Do Series Books Turn Kids Off Adult-Approved Novels?
Goosebumps. The Baby-Sitters Club. Even Nancy Drew. In the 1990s, concerned educators wondered if series books were luring kids away from "literature."
Shayla Lawson: All of Us Came from the Same Root
The poet and essayist Shayla Lawson, author of This Is Major, talks about the meaning of race, Black History Month, and her love for Lizzo.
“Grangerization” Made Beautiful Books Even Better
But the eighteenth-century readerly hobby angered critics, who saw it as a “monstrous practice.”
Wounded Knee and the Myth of the Vanished Indian
The story of the 1890 massacre was often about the end of Native American resistance to US expansion. But that’s not how everyone told it.
“To Reach the Pure Realm of the Imaginary:” A Conversation with Cixin Liu
The science fiction author Cixin Liu is best known for his mind-bending trilogy The Three Body Problem.
The Invention of the Archive
Seventeenth-century scholars were horrified by how much ancient knowledge had been lost when the monasteries dispersed.
Editors’ Picks: What We’re Reading
The history of Native resistance, the philosophy of love, the medicalization of madness, color in fairy tales, and dinosaur bones.
The Anti-Jewish Tropes in How the Grinch Stole Christmas
You’re a mean one, Mr. Grinch. You’re in keeping with the medieval tradition of viewing the Jew as an outcast and a baleful force in society.
Who Decides Which Books Are “Great?”
The concept of “Great Books," the historian Tim Lacy explains, developed in the late nineteenth century as an attempt to foster a “democratic culture.”
The Patron Saint of Bookstores
100 years ago, Sylvia Beach, the first publisher of James Joyce’s Ulysses, opened the doors to her legendary bookstore, Shakespeare & Co.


§ **Required work**:
Which of the lines below contain the string "name"? Pull each one out of the data.

§ **Recorded data**:
___

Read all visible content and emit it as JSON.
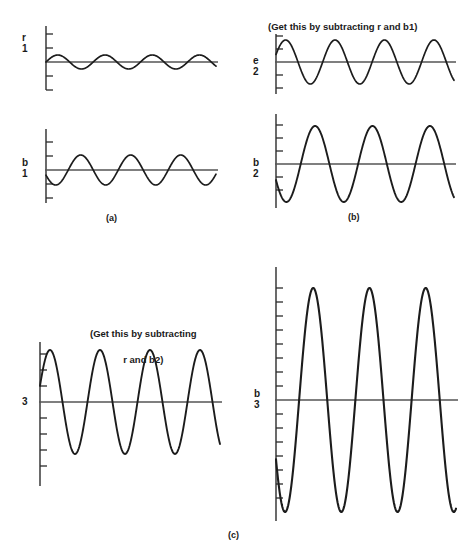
{
  "figure": {
    "background_color": "#ffffff",
    "ink_color": "#1c1c1c"
  },
  "group_labels": [
    {
      "id": "group-a",
      "text": "(a)"
    },
    {
      "id": "group-b",
      "text": "(b)"
    },
    {
      "id": "group-c",
      "text": "(c)"
    }
  ],
  "captions": [
    {
      "id": "caption-b",
      "text": "(Get this by subtracting r and b1)"
    },
    {
      "id": "caption-c",
      "line1": "(Get this by subtracting",
      "line2": "r and b2)"
    }
  ],
  "panels": [
    {
      "id": "panel-r1",
      "symbol": "r",
      "subscript": "1",
      "cycles": 3.6,
      "amplitude": 7,
      "phase_deg": 0,
      "ticks": 5,
      "tick_spacing": 14,
      "baseline_slope": 0
    },
    {
      "id": "panel-b1",
      "symbol": "b",
      "subscript": "1",
      "cycles": 3.4,
      "amplitude": 15,
      "phase_deg": 200,
      "ticks": 5,
      "tick_spacing": 14,
      "baseline_slope": 0
    },
    {
      "id": "panel-e2",
      "symbol": "e",
      "subscript": "2",
      "cycles": 3.6,
      "amplitude": 22,
      "phase_deg": 20,
      "ticks": 5,
      "tick_spacing": 13,
      "baseline_slope": 0
    },
    {
      "id": "panel-b2",
      "symbol": "b",
      "subscript": "2",
      "cycles": 3.1,
      "amplitude": 38,
      "phase_deg": 205,
      "ticks": 6,
      "tick_spacing": 13,
      "baseline_slope": 0
    },
    {
      "id": "panel-r3",
      "symbol": "",
      "subscript": "3",
      "cycles": 3.6,
      "amplitude": 52,
      "phase_deg": 18,
      "ticks": 9,
      "tick_spacing": 16,
      "baseline_slope": 0
    },
    {
      "id": "panel-b3",
      "symbol": "b",
      "subscript": "3",
      "cycles": 3.2,
      "amplitude": 112,
      "phase_deg": 212,
      "ticks": 16,
      "tick_spacing": 14,
      "baseline_slope": 0
    }
  ],
  "chart_data": {
    "type": "line",
    "xlabel": "",
    "ylabel": "",
    "grid": false,
    "legend": "none",
    "panel_layout": [
      [
        "panel-r1",
        "panel-e2"
      ],
      [
        "panel-b1",
        "panel-b2"
      ],
      [
        "panel-r3",
        "panel-b3"
      ]
    ],
    "series": [
      {
        "name": "r1",
        "panel": "panel-r1",
        "group": "(a)",
        "waveform": "sine",
        "cycles": 3.6,
        "relative_amplitude": 0.06,
        "phase_deg": 0,
        "description": "Low-amplitude sine about the r1 baseline"
      },
      {
        "name": "b1",
        "panel": "panel-b1",
        "group": "(a)",
        "waveform": "sine",
        "cycles": 3.4,
        "relative_amplitude": 0.13,
        "phase_deg": 200,
        "description": "Moderate-amplitude sine about the b1 baseline, starting downward"
      },
      {
        "name": "e2",
        "panel": "panel-e2",
        "group": "(b)",
        "waveform": "sine",
        "cycles": 3.6,
        "relative_amplitude": 0.2,
        "phase_deg": 20,
        "description": "Result of subtracting r and b1"
      },
      {
        "name": "b2",
        "panel": "panel-b2",
        "group": "(b)",
        "waveform": "sine",
        "cycles": 3.1,
        "relative_amplitude": 0.34,
        "phase_deg": 205,
        "description": "Larger-amplitude sine about the b2 baseline"
      },
      {
        "name": "r3",
        "panel": "panel-r3",
        "group": "(c)",
        "waveform": "sine",
        "cycles": 3.6,
        "relative_amplitude": 0.47,
        "phase_deg": 18,
        "description": "Result of subtracting r and b2"
      },
      {
        "name": "b3",
        "panel": "panel-b3",
        "group": "(c)",
        "waveform": "sine",
        "cycles": 3.2,
        "relative_amplitude": 1.0,
        "phase_deg": 212,
        "description": "Full-scale sine about the b3 baseline"
      }
    ]
  }
}
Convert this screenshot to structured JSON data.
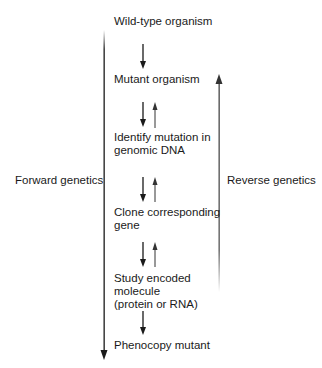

___

§ **Task answer**:
        "name": "r1",
        "name": "b1",
        "name": "e2",
        "name": "b2",
        "name": "r3",
        "name": "b3",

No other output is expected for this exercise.